May 15, 2017

OSSM17: Observational Studies Through Social Media

Location: Montreal, Canada

News! We are happy to announce our two keynote speakers, Johan Ugander and Ingmar Weber!

The OSSM workshop will focus on observational studies (namely, causal analyses) of data traces created by people, whether directly or indirectly, through their interactions with social networks, messaging services, and other applications and devices.

Human generated content in general, including social media, has been shown to be a rich repository of data for observational studies across many areas:  public health, with research on prevalence of disease and on the effects of media on the development of disease; medicine, showing the ability to detect mental disease in individual using social media; education, to optimize teaching and exams; and sociology, to prove theories previously tested on very small populations. These studies have been conducted from data including social media, search engine logs, location traces, and other forms of human generated content.

While many past studies showed a correlation between variables of interest, some studies were able to show causal relationships through natural experiments and careful analyses. Natural experiments are empirical studies in which people are assigned to control or experimental conditions according to factors not under the control of investigators, where these factors resemble a random assignment. With Internet data, natural experiments occur frequently through policy changes, outside influences, and A/B testing. Our workshop will focus on all aspects of causal inference from human generated content, with studies that developed novel methods of identifying and using natural experiments or other methods for inferring causality.

Studies based on human generated content require investigators to preserve the privacy of users and abide by proper ethical codes. We will encourage discussion of how these goals may be attained in secondary analysis of data such as that used in the aforementioned studies.

We are soliciting participation both from domain-experts interested in specific applications of methods, as well as methods-experts.

Topics of interest broadly include:

  • Applications and domain-specific explorations
  • Interpreting user-generated data, including text, structured data, and temporal data.
  • Causal analyses in social media, for example, through conditioning analyses, instrumental variables or regression discontinuity analysis.
  • Identifying natural experiments and using them to understand causal inferences
  • Identifying and/or mitigating population, behavioral and other systematic biases in social media
  • Novel methods for preserving privacy in such experimentation
  • Ethical implications of such experiments
  • Qualitative, experimental and other evaluation and validation methods for observational study results

General Format

The core of the workshop will consist of structured discussion and breakouts on topics preselected by participants.  Broad discussion topics will be chosen based on initial submissions, and refined during a pre-workshop video chat open to all workshop participants several weeks prior to the workshop.  Potential outcomes of these breakouts will include a position paper, or potential research directions/ideas that could lead to interdisciplinary collaborations, particularly between computer and social scientists. We will support breakout groups with a facilitator as well as a scribe.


-- WHAT THE EXERCISE ASKS --
Copy out the data below verbatim.
___ DATASET CONTENT
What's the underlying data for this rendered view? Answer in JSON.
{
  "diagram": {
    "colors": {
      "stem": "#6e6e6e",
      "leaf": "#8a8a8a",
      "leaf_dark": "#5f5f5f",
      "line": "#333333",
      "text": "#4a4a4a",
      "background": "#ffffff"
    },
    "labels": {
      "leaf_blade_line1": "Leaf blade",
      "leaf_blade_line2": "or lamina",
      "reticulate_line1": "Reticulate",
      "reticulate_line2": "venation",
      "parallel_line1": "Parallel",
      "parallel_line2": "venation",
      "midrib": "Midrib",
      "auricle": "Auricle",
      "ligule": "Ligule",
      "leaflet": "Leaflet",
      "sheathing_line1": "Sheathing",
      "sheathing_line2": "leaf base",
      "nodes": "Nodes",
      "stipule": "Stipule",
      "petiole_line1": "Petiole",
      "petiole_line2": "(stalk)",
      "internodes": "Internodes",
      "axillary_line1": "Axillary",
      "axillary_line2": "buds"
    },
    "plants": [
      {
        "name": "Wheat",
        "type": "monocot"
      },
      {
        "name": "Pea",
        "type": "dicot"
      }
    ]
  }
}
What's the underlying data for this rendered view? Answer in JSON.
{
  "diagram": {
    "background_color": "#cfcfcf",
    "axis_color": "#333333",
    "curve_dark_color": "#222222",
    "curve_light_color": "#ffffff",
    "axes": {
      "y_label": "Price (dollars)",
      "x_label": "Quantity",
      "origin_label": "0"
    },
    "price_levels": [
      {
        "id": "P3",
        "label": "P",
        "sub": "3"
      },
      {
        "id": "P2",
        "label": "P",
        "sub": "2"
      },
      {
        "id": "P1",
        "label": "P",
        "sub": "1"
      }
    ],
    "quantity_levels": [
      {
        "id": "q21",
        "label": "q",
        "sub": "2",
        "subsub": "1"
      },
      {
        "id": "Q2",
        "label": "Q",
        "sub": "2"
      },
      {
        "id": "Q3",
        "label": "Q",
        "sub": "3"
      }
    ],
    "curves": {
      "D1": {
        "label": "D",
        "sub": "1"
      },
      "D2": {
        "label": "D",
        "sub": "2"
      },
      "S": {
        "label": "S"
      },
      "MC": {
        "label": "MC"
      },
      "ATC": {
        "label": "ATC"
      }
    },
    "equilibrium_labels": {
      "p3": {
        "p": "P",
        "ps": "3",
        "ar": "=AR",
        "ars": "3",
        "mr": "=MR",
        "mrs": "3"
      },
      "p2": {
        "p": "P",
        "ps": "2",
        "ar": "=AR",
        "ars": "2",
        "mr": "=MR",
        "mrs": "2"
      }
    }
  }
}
______
-- ANSWER SECTION --
What's the underlying data for this rendered view? Answer in JSON.
{
  "diagram": {
    "colors": {
      "stem": "#6e6e6e",
      "leaf": "#8a8a8a",
      "leaf_dark": "#5f5f5f",
      "line": "#333333",
      "text": "#4a4a4a",
      "background": "#ffffff"
    },
    "labels": {
      "leaf_blade_line1": "Leaf blade",
      "leaf_blade_line2": "or lamina",
      "reticulate_line1": "Reticulate",
      "reticulate_line2": "venation",
      "parallel_line1": "Parallel",
      "parallel_line2": "venation",
      "midrib": "Midrib",
      "auricle": "Auricle",
      "ligule": "Ligule",
      "leaflet": "Leaflet",
      "sheathing_line1": "Sheathing",
      "sheathing_line2": "leaf base",
      "nodes": "Nodes",
      "stipule": "Stipule",
      "petiole_line1": "Petiole",
      "petiole_line2": "(stalk)",
      "internodes": "Internodes",
      "axillary_line1": "Axillary",
      "axillary_line2": "buds"
    },
    "plants": [
      {
        "name": "Wheat",
        "type": "monocot"
      },
      {
        "name": "Pea",
        "type": "dicot"
      }
    ]
  }
}
What's the underlying data for this rendered view? Answer in JSON.
{
  "diagram": {
    "background_color": "#cfcfcf",
    "axis_color": "#333333",
    "curve_dark_color": "#222222",
    "curve_light_color": "#ffffff",
    "axes": {
      "y_label": "Price (dollars)",
      "x_label": "Quantity",
      "origin_label": "0"
    },
    "price_levels": [
      {
        "id": "P3",
        "label": "P",
        "sub": "3"
      },
      {
        "id": "P2",
        "label": "P",
        "sub": "2"
      },
      {
        "id": "P1",
        "label": "P",
        "sub": "1"
      }
    ],
    "quantity_levels": [
      {
        "id": "q21",
        "label": "q",
        "sub": "2",
        "subsub": "1"
      },
      {
        "id": "Q2",
        "label": "Q",
        "sub": "2"
      },
      {
        "id": "Q3",
        "label": "Q",
        "sub": "3"
      }
    ],
    "curves": {
      "D1": {
        "label": "D",
        "sub": "1"
      },
      "D2": {
        "label": "D",
        "sub": "2"
      },
      "S": {
        "label": "S"
      },
      "MC": {
        "label": "MC"
      },
      "ATC": {
        "label": "ATC"
      }
    },
    "equilibrium_labels": {
      "p3": {
        "p": "P",
        "ps": "3",
        "ar": "=AR",
        "ars": "3",
        "mr": "=MR",
        "mrs": "3"
      },
      "p2": {
        "p": "P",
        "ps": "2",
        "ar": "=AR",
        "ars": "2",
        "mr": "=MR",
        "mrs": "2"
      }
    }
  }
}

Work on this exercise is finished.